* WHAT NEEDS TO BE DONE *
Below is a block of entries; repeat all of it exactly but omit the pictures.

--------

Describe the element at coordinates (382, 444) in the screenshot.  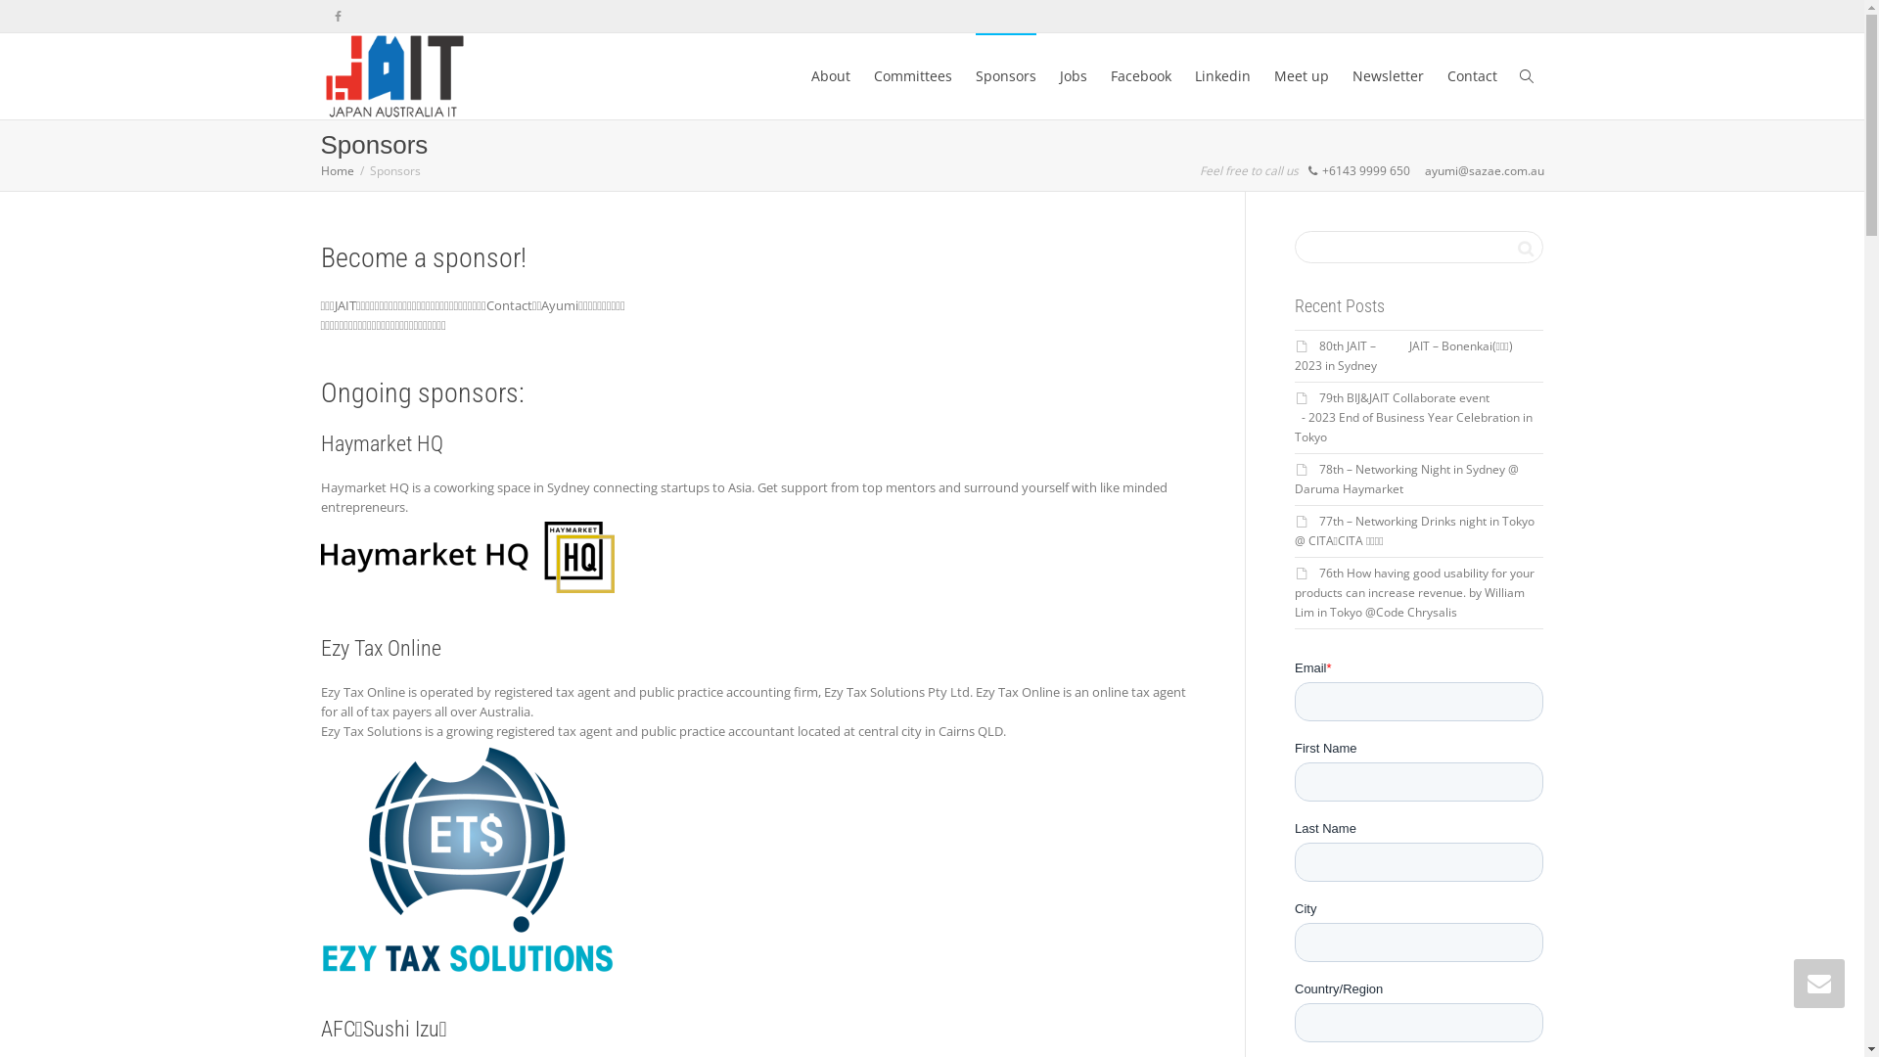
I see `Haymarket HQ` at that location.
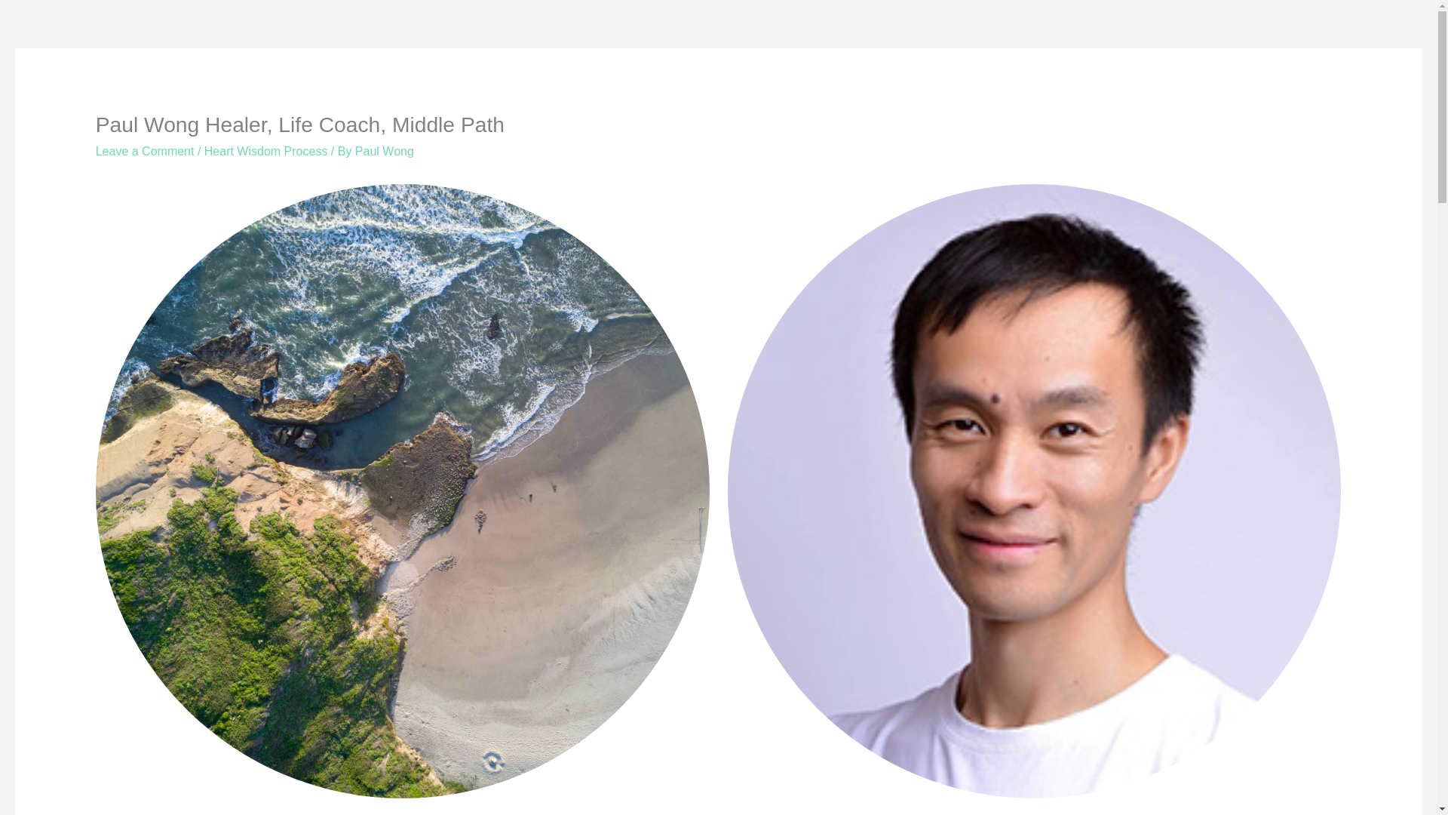  Describe the element at coordinates (145, 151) in the screenshot. I see `Leave a Comment` at that location.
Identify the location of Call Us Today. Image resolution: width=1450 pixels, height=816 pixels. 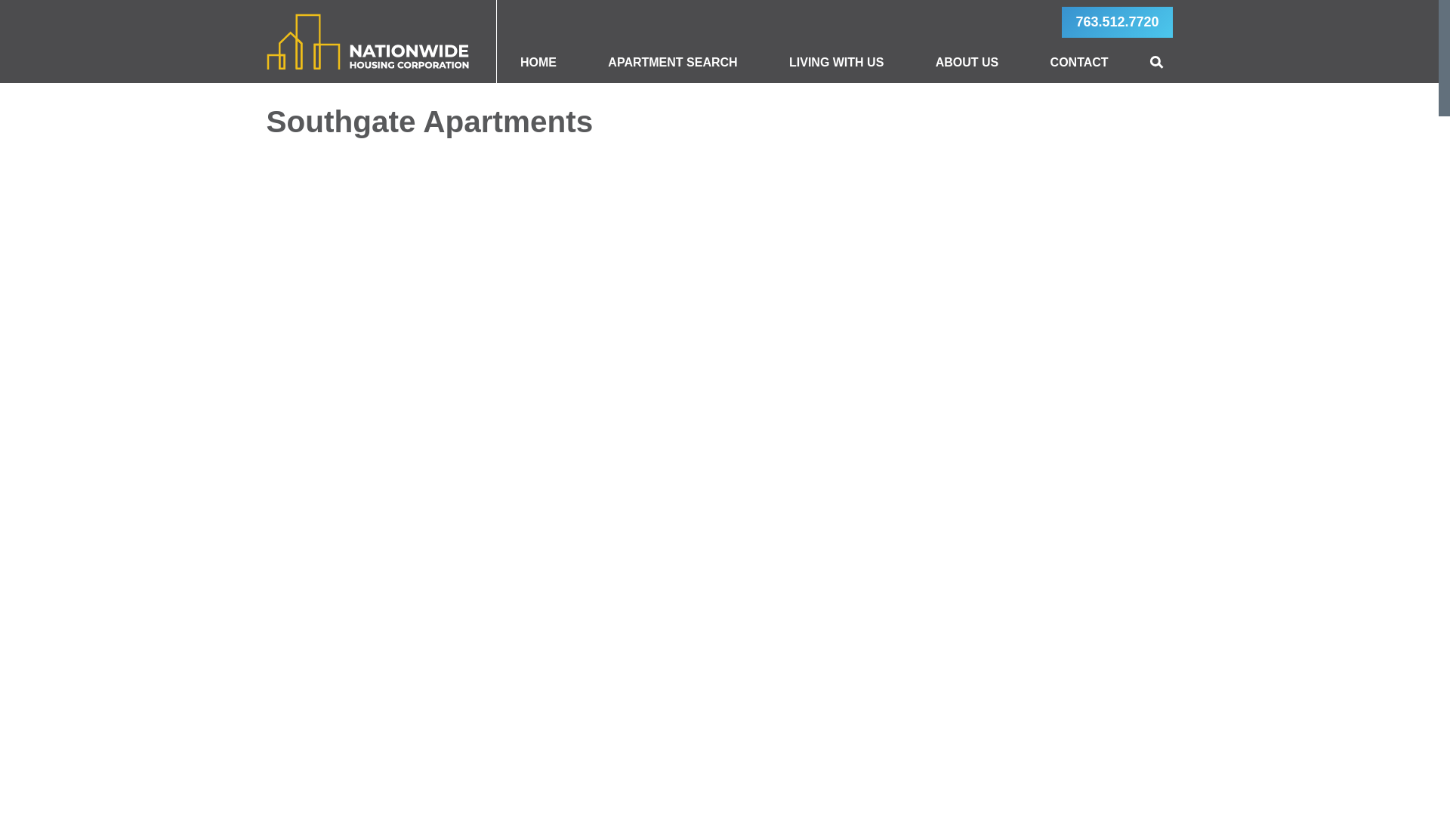
(1116, 21).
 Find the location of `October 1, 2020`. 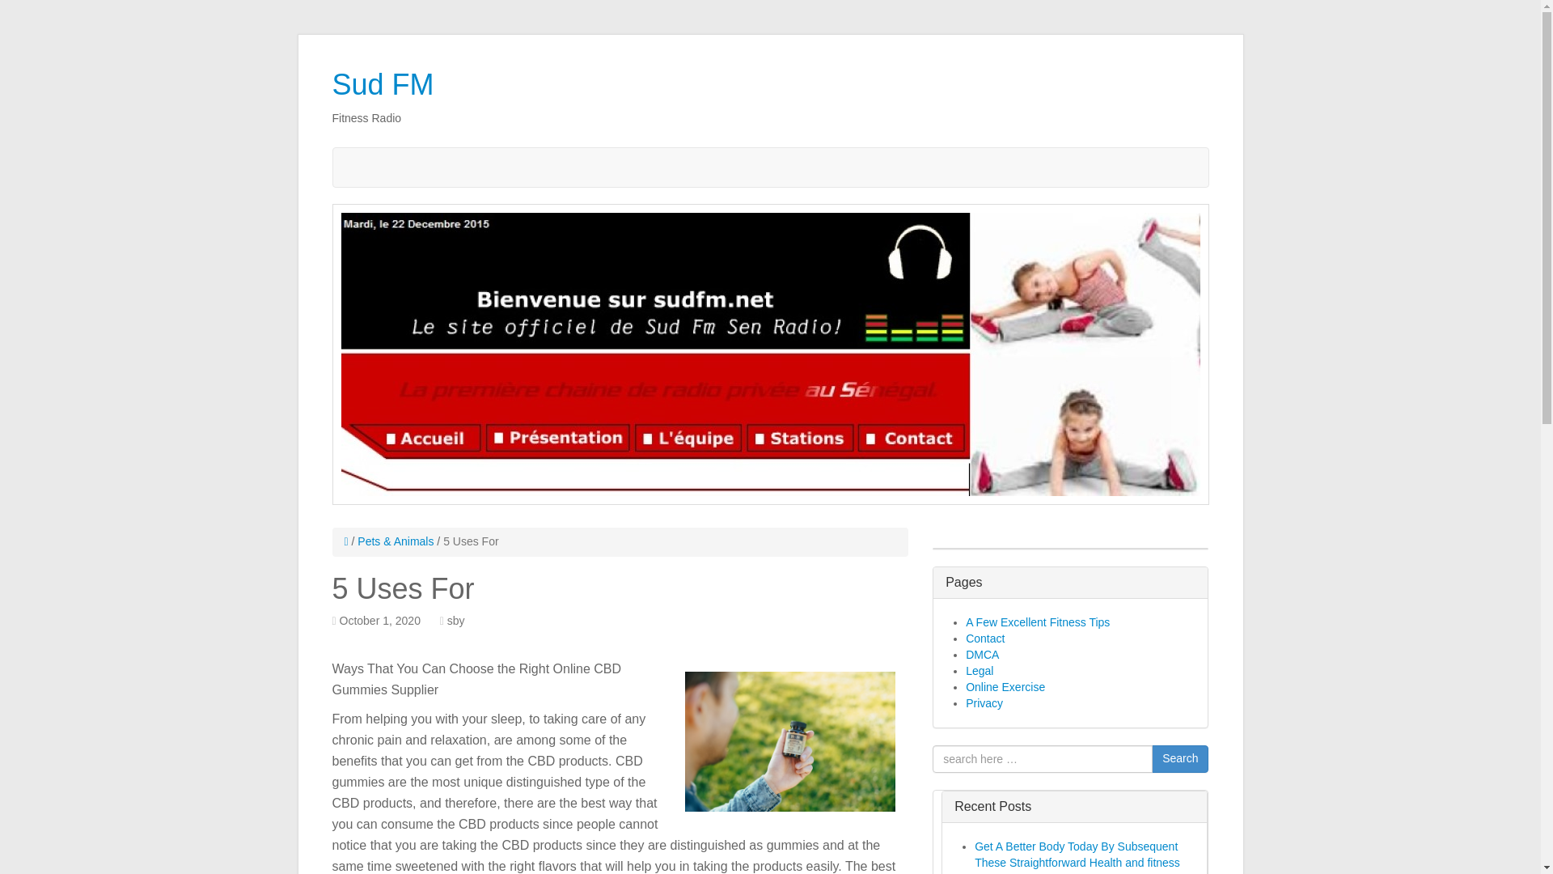

October 1, 2020 is located at coordinates (380, 620).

--------

* ANSWER BOX *
Describe the element at coordinates (382, 444) in the screenshot.  
I see `Haymarket HQ` at that location.
  Describe the element at coordinates (145, 151) in the screenshot. I see `Leave a Comment` at that location.
Identify the location of Call Us Today. Image resolution: width=1450 pixels, height=816 pixels. 
(1116, 21).
 Find the location of `October 1, 2020`. 

October 1, 2020 is located at coordinates (380, 620).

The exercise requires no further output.